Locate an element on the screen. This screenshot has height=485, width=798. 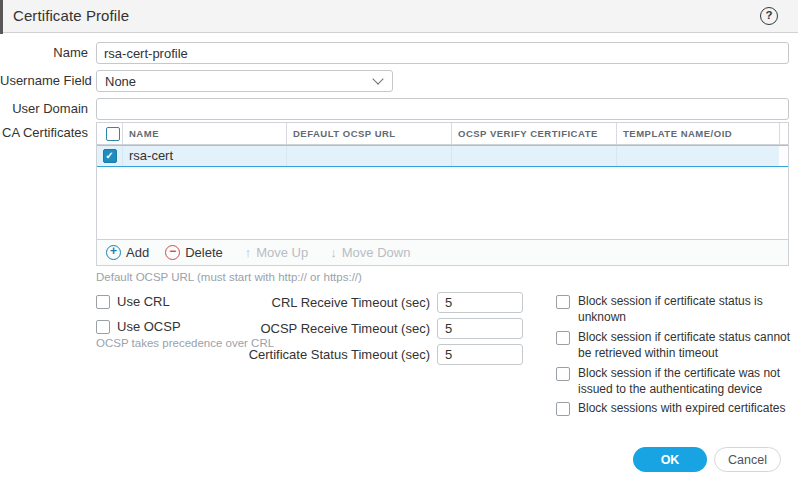
move-up-button: ↑ Move Up is located at coordinates (277, 252).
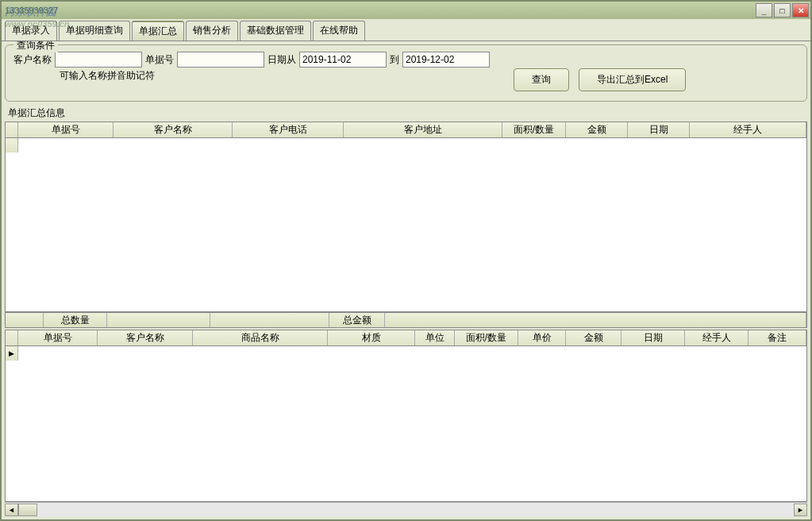 The width and height of the screenshot is (812, 521). I want to click on docno-label: 单据号, so click(160, 60).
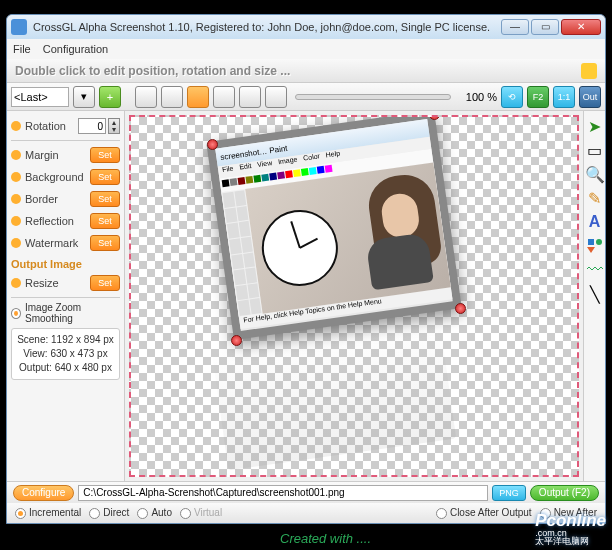 Image resolution: width=612 pixels, height=550 pixels. Describe the element at coordinates (373, 97) in the screenshot. I see `zoom-slider` at that location.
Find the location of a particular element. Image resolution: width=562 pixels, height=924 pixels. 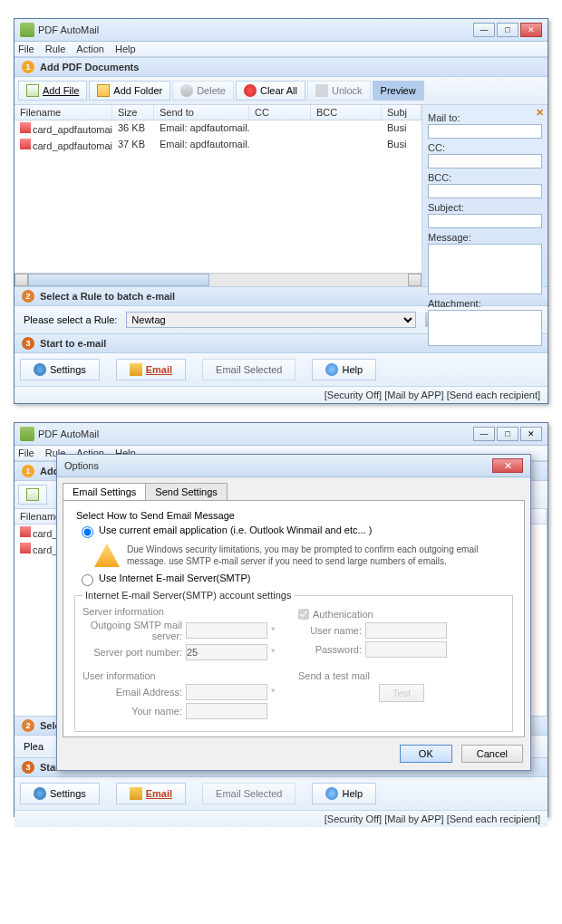

mail-panel: ✕ Mail to: CC: BCC: Subject: Message: At… is located at coordinates (485, 196).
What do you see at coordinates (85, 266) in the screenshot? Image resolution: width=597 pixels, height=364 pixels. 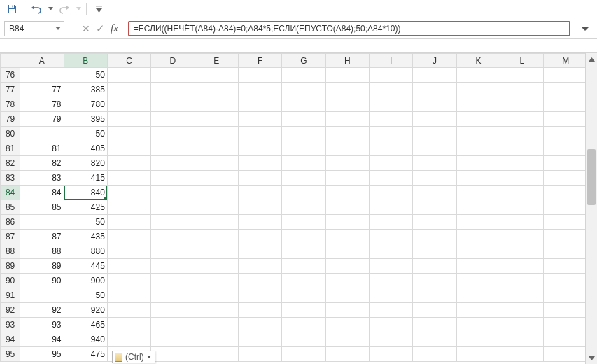 I see `cell: 445` at bounding box center [85, 266].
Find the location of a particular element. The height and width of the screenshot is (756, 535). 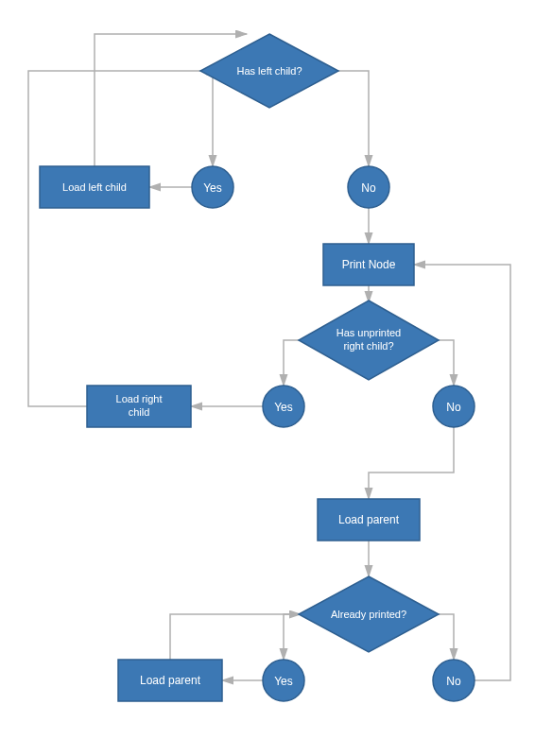

decision-has-unprinted-right-child-label-1: Has unprinted is located at coordinates (369, 333).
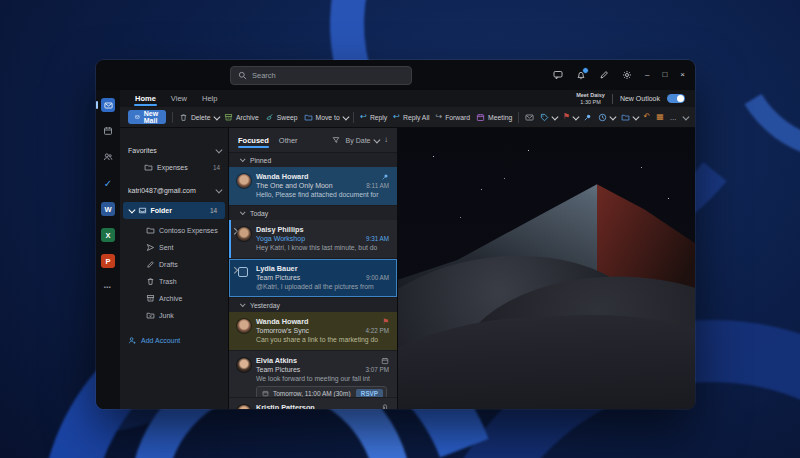 The image size is (800, 458). I want to click on calendar-icon, so click(266, 394).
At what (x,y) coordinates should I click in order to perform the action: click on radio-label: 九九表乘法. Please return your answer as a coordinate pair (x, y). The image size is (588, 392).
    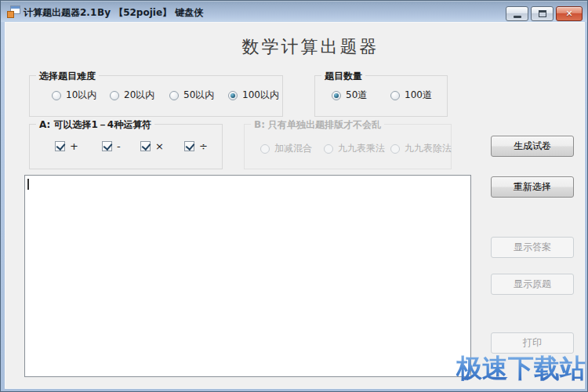
    Looking at the image, I should click on (361, 149).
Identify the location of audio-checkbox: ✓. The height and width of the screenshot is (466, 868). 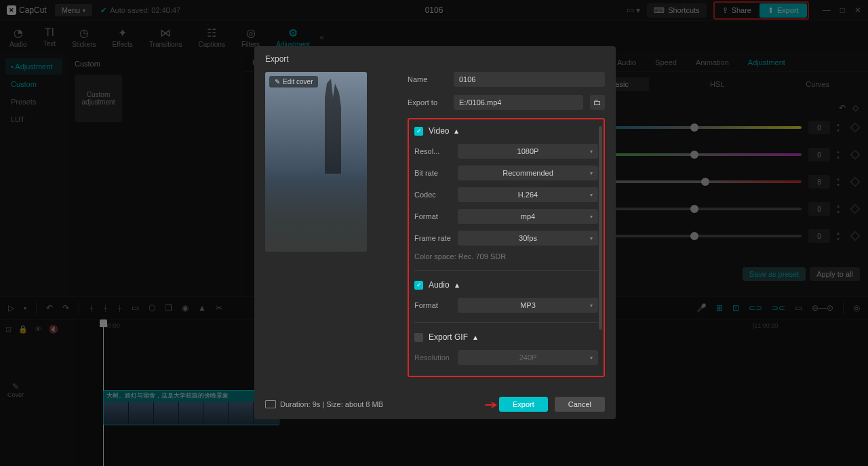
(419, 285).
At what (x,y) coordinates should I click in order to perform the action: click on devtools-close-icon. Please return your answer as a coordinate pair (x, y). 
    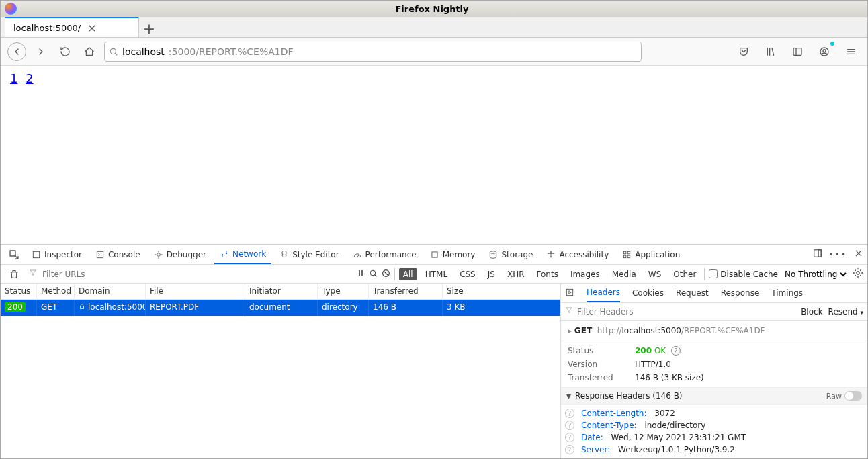
    Looking at the image, I should click on (859, 254).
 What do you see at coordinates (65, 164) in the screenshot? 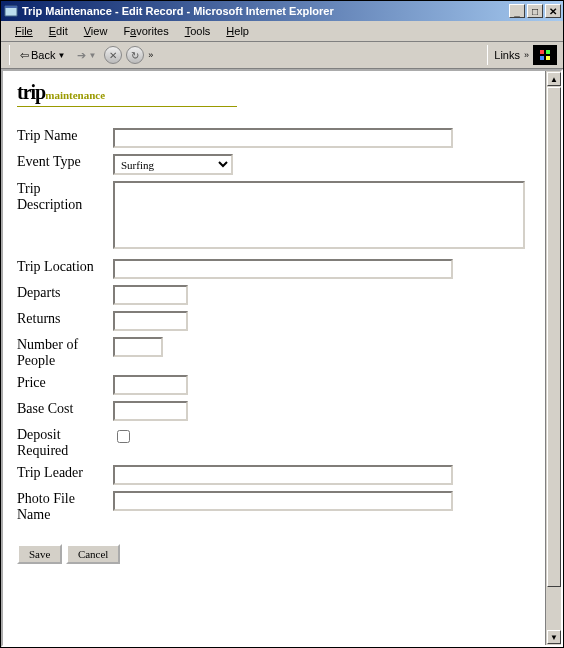
I see `label-event-type: Event Type` at bounding box center [65, 164].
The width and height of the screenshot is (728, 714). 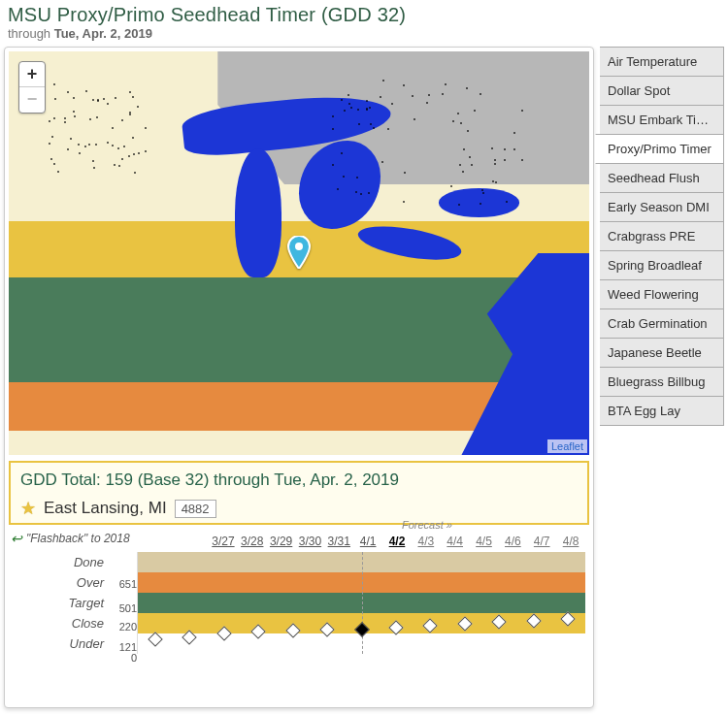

# # # # # # #

Word for word, restate the lines from the line containing "is (588, 392)." through the end of the data, including the first and last of them. Pictures stay out.

**Output of the task:**
At what (x,y) coordinates should I click in order to perform the action: click on radio-label: 九九表乘法. Please return your answer as a coordinate pair (x, y). The image size is (588, 392).
    Looking at the image, I should click on (361, 149).
Identify the location of audio-checkbox: ✓. The height and width of the screenshot is (466, 868). 
(419, 285).
At what (x,y) coordinates should I click in order to perform the action: click on devtools-close-icon. Please return your answer as a coordinate pair (x, y). 
    Looking at the image, I should click on (859, 254).
 What do you see at coordinates (65, 164) in the screenshot? 
I see `label-event-type: Event Type` at bounding box center [65, 164].
The width and height of the screenshot is (728, 714). 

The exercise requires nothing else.